What does it mean to be a social and cultural historian today? In
the wake of the 'cultural turn', and in an age of digital and
public history, what challenges and opportunities await historians
in the early 21st century? In this exciting new text, leading
historians reflect on key developments in their fields and argue
for a range of 'new directions' in social and cultural history.
Focusing on emerging areas of historical research such as the
history of the emotions and environmental history, New Directions
in Social and Cultural History is an invaluable guide to the
current and future state of the field. The book is divided into
three clear sections, each with an editorial introduction, and
covering key thematic areas: histories of the human, the material
world, and challenges and provocations. Each chapter in the
collection provides an introduction to the key and recent
developments in its specialist field, with their authors then
moving on to argue for what they see as particularly important
shifts and interventions in the theory and methodology and suggest
future developments. New Directions in Social and Cultural History
provides a comprehensive and insightful overview of this burgeoning
field which will be important reading for all students and scholars
of social and cultural history and historiography.

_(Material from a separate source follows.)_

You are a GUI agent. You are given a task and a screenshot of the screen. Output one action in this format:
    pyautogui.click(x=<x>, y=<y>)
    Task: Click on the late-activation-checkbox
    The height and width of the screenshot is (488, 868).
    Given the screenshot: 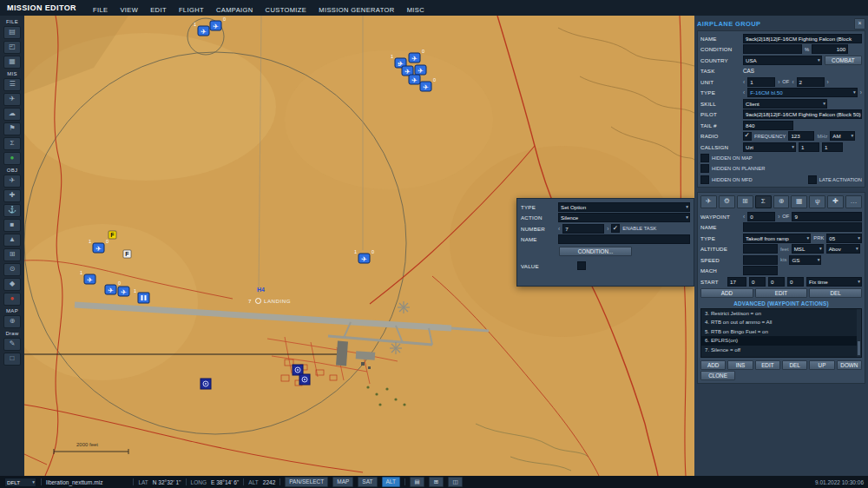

Through interviews with developers, gamers, and journalists
examining the phenomena of bedroom coding, arcade gaming, and
format wars, mapped onto enquiry into the seminal genres of the
time including driving, shooting, and maze chase, Playback: A
Genealogy of 1980s British Videogames examines how 1980s Britain
has become the culture of work in the 21st century and considers
its meaning to contemporary society. This crucial and timely work
fills a lacuna for students and researchers of sociology, media,
and games studies and will be of interest to employees of the
videogames and media industries. Research into videogames have
never been greater, but exploration of their historic drivers is as
elided as the technology is influential, giving rise to a range of
questions. What were the social and economic conditions that gave
rise to a billion dollar industry? What were the motivations of the
early 'bedroom coders'? What are the legacies of the seminal
videogames of the 1980s and how do they inform the current social,
political and cultural landscape? With a focus on the
characteristics of the UK videogame industry in the 1980s, Wade
explores these questions from perspectives of consumption,
production and leisure, outlining the construction of a habitus
unique to this time.
Recent archival research has focussed on the material conditions of
marriage in eighteenth-century France, providing new insight into
the social and judicial contexts of marital violence. Mary Trouille
builds on these findings to write the first book on spousal abuse
during this period. Through close examination of a wide range of
texts, Trouille shows how lawyers and novelists adopted each
other's rhetorical strategies to present competing versions of the
truth. Male voices - those of husbands, lawyers, editors, and
moralists - are analysed in accounts of separation cases presented
in Des Essarts's influential Causes celebres, in moral and legal
treatises, and in legal briefs by well-known lawyers of the period.
Female voices, both real and imagined, are explored through court
testimony and novels based on actual events by Sade, Genlis, and
Retif de la Bretonne. By bringing the traditionally private matter
of spousal abuse into the public arena, these texts had a
significant impact on public opinion and served as an impetus for
legal reform in the early years of the French Revolution.
Trouille's interdisciplinary study makes a significant contribution
to our understanding of attitudes towards women in
eighteenth-century society, and provides a historical context for
debates about domestic violence that are very much alive today.